We drove down to Santo Domingo today, on our way to Quevedo tomorrow. Given all the bad press the road to Santo Domingo gets, I would have thought it was a lot worse. There are several sections where the road is just one lane due to recent landslides, but once you get past the first 50 kilometers, the landslides and constant switchbacks and hairpin turns end. It’s the trucks that make the going slow most of the way. Of course, it’s nonetheless a dangerous road; if you’re not paying attention or happen to come around a corner just when someone has decided to pass irresponsibly, which is the rule rather than the exception, you could find yourself plummeting several hundred, if not over a thousand feet, down vertical cliffs, with the only thing to break your fall some heavy cloud-forest type foliage-and yes, it has happened, cars or buses suspended just part way down the cliff-and if you’re not so lucky, though that depends on how you consider it, you’ll have your fall broken only by hitting bottom and plunging into some serious rapids.

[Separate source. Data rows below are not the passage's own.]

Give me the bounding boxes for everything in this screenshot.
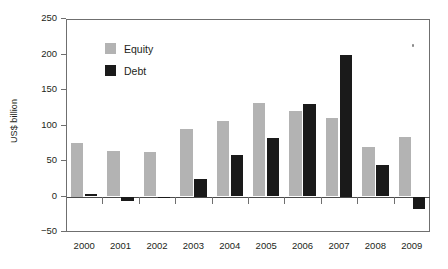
bar-debt-2009 <box>413 197 426 210</box>
bar-debt-2000 <box>85 194 98 197</box>
legend-item-debt: Debt <box>105 62 153 79</box>
bar-debt-2004 <box>231 155 244 197</box>
x-tick-2006 <box>284 197 285 204</box>
y-tick-label: 100 <box>41 119 57 130</box>
bar-debt-2002 <box>158 197 171 199</box>
bar-debt-2003 <box>194 179 207 197</box>
y-tick-label: 200 <box>41 48 57 59</box>
legend: Equity Debt <box>105 40 153 84</box>
bar-debt-2007 <box>340 55 353 197</box>
y-tick-label: 50 <box>46 154 57 165</box>
bar-debt-2006 <box>303 104 316 196</box>
y-tick-mark <box>61 125 66 126</box>
x-tick-2003 <box>175 197 176 204</box>
x-tick-2007 <box>321 197 322 204</box>
y-tick-label: −50 <box>41 225 57 236</box>
y-axis-label: US$ billion <box>9 81 19 161</box>
legend-item-equity: Equity <box>105 40 153 57</box>
y-tick-mark <box>61 231 66 232</box>
x-tick-2008 <box>357 197 358 204</box>
x-axis-label-2009: 2009 <box>389 240 435 251</box>
x-tick-2000 <box>66 197 67 204</box>
scan-artifact-speck <box>412 44 414 47</box>
bar-equity-2006 <box>289 111 302 196</box>
bar-debt-2005 <box>267 138 280 197</box>
legend-label-debt: Debt <box>124 65 146 77</box>
x-tick-2001 <box>102 197 103 204</box>
bar-equity-2003 <box>180 129 193 196</box>
y-tick-mark <box>61 54 66 55</box>
y-tick-mark <box>61 160 66 161</box>
bar-equity-2009 <box>399 137 412 197</box>
bar-equity-2004 <box>217 121 230 196</box>
legend-swatch-equity <box>105 43 116 54</box>
x-tick-2002 <box>139 197 140 204</box>
y-tick-mark <box>61 89 66 90</box>
legend-label-equity: Equity <box>124 43 153 55</box>
x-tick-2005 <box>248 197 249 204</box>
y-tick-mark <box>61 18 66 19</box>
x-tick-2009 <box>394 197 395 204</box>
y-tick-label: 0 <box>52 190 57 201</box>
bar-equity-2007 <box>326 118 339 197</box>
x-tick-2004 <box>212 197 213 204</box>
bar-debt-2008 <box>376 165 389 197</box>
bar-equity-2008 <box>362 147 375 197</box>
bar-equity-2000 <box>71 143 84 196</box>
bar-equity-2002 <box>144 152 157 196</box>
bar-equity-2005 <box>253 103 266 196</box>
legend-swatch-debt <box>105 65 116 76</box>
y-tick-label: 150 <box>41 83 57 94</box>
bar-equity-2001 <box>107 151 120 196</box>
y-tick-label: 250 <box>41 12 57 23</box>
bar-chart: US$ billion −50050100150200250 200020012… <box>0 0 448 269</box>
bar-debt-2001 <box>121 197 134 201</box>
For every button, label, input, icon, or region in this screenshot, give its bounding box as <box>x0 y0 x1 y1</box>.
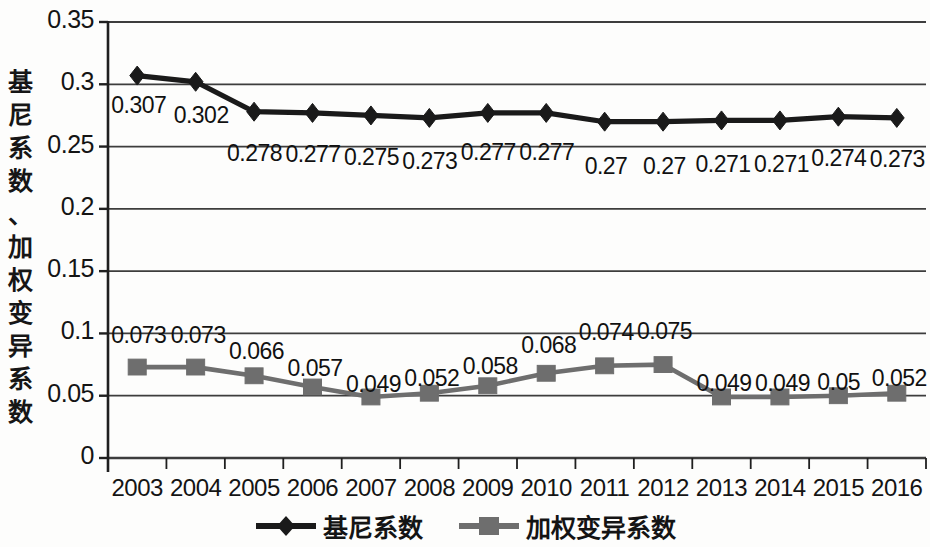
x-axis-tick-label: 2015 <box>806 474 870 502</box>
data-point-marker <box>656 112 671 131</box>
x-axis-tick-label: 2016 <box>865 474 929 502</box>
data-point-label: 0.271 <box>754 151 809 178</box>
data-point-marker <box>130 66 145 85</box>
data-point-label: 0.073 <box>171 322 226 349</box>
legend-square-icon <box>457 513 521 539</box>
data-point-label: 0.052 <box>404 365 459 392</box>
data-point-marker <box>480 103 495 122</box>
x-axis-tick-label: 2005 <box>222 474 286 502</box>
data-point-marker <box>596 358 614 374</box>
legend-label: 基尼系数 <box>323 508 423 544</box>
data-point-marker <box>831 107 846 126</box>
data-point-marker <box>654 357 672 373</box>
plot-area <box>0 0 930 547</box>
data-point-label: 0.068 <box>521 332 576 359</box>
data-point-label: 0.271 <box>696 151 751 178</box>
data-point-marker <box>364 106 379 125</box>
data-point-label: 0.057 <box>288 355 343 382</box>
data-point-label: 0.274 <box>811 145 866 172</box>
data-point-label: 0.275 <box>344 144 399 171</box>
data-point-marker <box>714 111 729 130</box>
data-point-label: 0.052 <box>872 365 927 392</box>
data-point-label: 0.307 <box>111 92 166 119</box>
data-point-label: 0.27 <box>585 153 628 180</box>
data-point-label: 0.073 <box>111 322 166 349</box>
data-point-label: 0.277 <box>519 139 574 166</box>
legend-item-1[interactable]: 基尼系数 <box>254 508 423 544</box>
data-point-label: 0.273 <box>870 146 925 173</box>
data-point-label: 0.05 <box>817 369 860 396</box>
x-axis-tick-label: 2008 <box>397 474 461 502</box>
legend-label: 加权变异系数 <box>526 508 676 544</box>
data-point-label: 0.302 <box>174 102 229 129</box>
x-axis-tick-label: 2013 <box>690 474 754 502</box>
data-point-label: 0.058 <box>463 353 518 380</box>
data-point-marker <box>597 112 612 131</box>
data-point-marker <box>128 359 146 375</box>
data-point-label: 0.075 <box>637 318 692 345</box>
data-point-label: 0.273 <box>402 148 457 175</box>
x-axis-tick-label: 2009 <box>456 474 520 502</box>
x-axis-tick-label: 2004 <box>164 474 228 502</box>
data-point-marker <box>187 359 205 375</box>
data-point-label: 0.27 <box>643 153 686 180</box>
data-point-marker <box>479 378 497 394</box>
data-point-marker <box>245 368 263 384</box>
data-point-label: 0.049 <box>755 370 810 397</box>
chart-legend: 基尼系数加权变异系数 <box>0 508 930 544</box>
data-point-marker <box>188 72 203 91</box>
data-point-marker <box>539 103 554 122</box>
data-point-marker <box>773 111 788 130</box>
x-axis-tick-label: 2010 <box>514 474 578 502</box>
data-point-marker <box>247 102 262 121</box>
chart-container: 基尼系数、加权变异系数 00.050.10.150.20.250.30.35 0… <box>0 0 930 547</box>
data-point-label: 0.277 <box>461 139 516 166</box>
data-point-label: 0.049 <box>697 370 752 397</box>
data-point-label: 0.277 <box>286 141 341 168</box>
x-axis-tick-label: 2012 <box>631 474 695 502</box>
x-axis-tick-label: 2014 <box>748 474 812 502</box>
data-point-marker <box>889 108 904 127</box>
data-point-label: 0.066 <box>229 338 284 365</box>
x-axis-tick-label: 2006 <box>281 474 345 502</box>
data-point-marker <box>305 103 320 122</box>
x-axis-tick-label: 2011 <box>573 474 637 502</box>
data-point-marker <box>537 365 555 381</box>
data-point-label: 0.074 <box>579 319 634 346</box>
data-point-marker <box>422 108 437 127</box>
data-point-label: 0.278 <box>227 140 282 167</box>
legend-item-2[interactable]: 加权变异系数 <box>457 508 676 544</box>
x-axis-tick-label: 2003 <box>105 474 169 502</box>
x-axis-tick-label: 2007 <box>339 474 403 502</box>
data-point-label: 0.049 <box>346 371 401 398</box>
legend-diamond-icon <box>254 513 318 539</box>
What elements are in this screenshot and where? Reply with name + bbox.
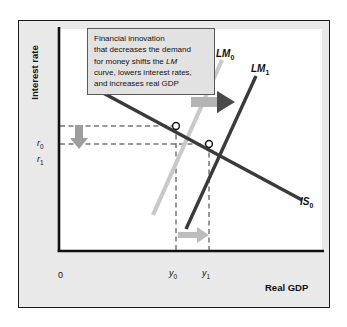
tick-y0-sub: 0 bbox=[174, 273, 178, 280]
tick-y1-sub: 1 bbox=[207, 273, 211, 280]
figure-panel: Interest rate Real GDP 0 r0 r1 y0 y1 LM0… bbox=[18, 20, 330, 308]
curve-label-lm0: LM0 bbox=[216, 48, 234, 61]
callout-line-3-text: for money shifts the bbox=[94, 57, 166, 66]
tick-r0-sub: 0 bbox=[40, 143, 44, 150]
callout-line-2: that decreases the demand bbox=[94, 44, 209, 55]
lm0-label-sub: 0 bbox=[230, 54, 234, 61]
curve-label-lm1: LM1 bbox=[251, 63, 269, 76]
callout-line-5: and increases real GDP bbox=[94, 78, 209, 89]
callout-line-1: Financial innovation bbox=[94, 33, 209, 44]
figure-container: Interest rate Real GDP 0 r0 r1 y0 y1 LM0… bbox=[0, 0, 347, 327]
lm1-label-base: LM bbox=[251, 63, 265, 74]
equilibrium-point-0 bbox=[173, 123, 180, 130]
tick-r1-sub: 1 bbox=[40, 159, 44, 166]
callout-line-3-emphasis: LM bbox=[166, 57, 177, 66]
equilibrium-point-1 bbox=[206, 141, 213, 148]
tick-label-y1: y1 bbox=[202, 268, 210, 280]
origin-label: 0 bbox=[58, 270, 63, 280]
tick-label-r0: r0 bbox=[37, 138, 44, 150]
x-axis-title: Real GDP bbox=[265, 282, 308, 293]
tick-label-r1: r1 bbox=[37, 154, 44, 166]
lm0-label-base: LM bbox=[216, 48, 230, 59]
callout-line-4: curve, lowers interest rates, bbox=[94, 67, 209, 78]
y-axis-title: Interest rate bbox=[29, 38, 40, 108]
tick-label-y0: y0 bbox=[169, 268, 177, 280]
lm1-label-sub: 1 bbox=[265, 69, 269, 76]
curve-label-is0: IS0 bbox=[300, 196, 313, 209]
is0-label-sub: 0 bbox=[309, 202, 313, 209]
callout-box: Financial innovation that decreases the … bbox=[87, 28, 215, 95]
callout-line-3: for money shifts the LM bbox=[94, 56, 209, 67]
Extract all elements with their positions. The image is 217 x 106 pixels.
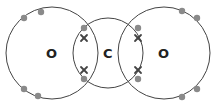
electron-dot-icon (38, 9, 44, 15)
electron-dot-icon (194, 15, 200, 21)
electron-dot-icon (81, 76, 87, 82)
electron-dot-icon (21, 15, 27, 21)
electron-cross-icon (81, 67, 87, 73)
electron-dot-icon (81, 25, 87, 31)
electron-cross-icon (135, 67, 141, 73)
electron-dot-icon (194, 86, 200, 92)
atom-label-carbon: C (103, 46, 113, 61)
electron-dot-icon (21, 86, 27, 92)
electron-dot-icon (135, 25, 141, 31)
electron-dot-icon (35, 93, 41, 99)
atom-labels: O C O (46, 46, 169, 61)
electron-dot-icon (179, 8, 185, 14)
co2-bonding-diagram: O C O (0, 0, 217, 106)
electron-dot-icon (135, 76, 141, 82)
electron-dot-icon (179, 94, 185, 100)
atom-label-oxygen-right: O (158, 46, 169, 61)
electron-cross-icon (81, 35, 87, 41)
atom-label-oxygen-left: O (46, 46, 57, 61)
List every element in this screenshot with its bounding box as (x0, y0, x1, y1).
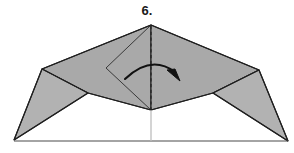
origami-figure: 6. (0, 0, 294, 153)
origami-diagram-svg (0, 0, 294, 153)
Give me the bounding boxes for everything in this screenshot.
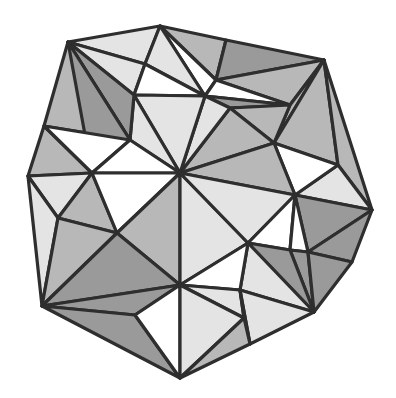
triangle-layer	[28, 26, 372, 378]
diagram-svg	[0, 0, 396, 398]
triangulated-polygon-diagram	[0, 0, 396, 398]
triangle-dark	[308, 252, 352, 312]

We installed ourselves with the kids at the Hotel Zaracay on the edge of town. After a little while in the pool and a walk through the bamboo groves-the bamboo is at least 100 feet high and easily as thick as your arm-we took a drive through town. Santo Domingo, while somewhat disorderly like so many places in Ecuador, is really a thriving city with people swarming through the streets, avenues of tall, that is four-plus story buildings, and lots of traffic. There’s a new shopping center, major supermarket, and cinema-supposedly there is a lot of drug trafficking and thus money running through the area.

Tomorrow we’re off to Quevedo and Samuel’s cocoa plantation for two nights. Probably won’t have internet there so check back in four or five days when we return to Quito and I can post again.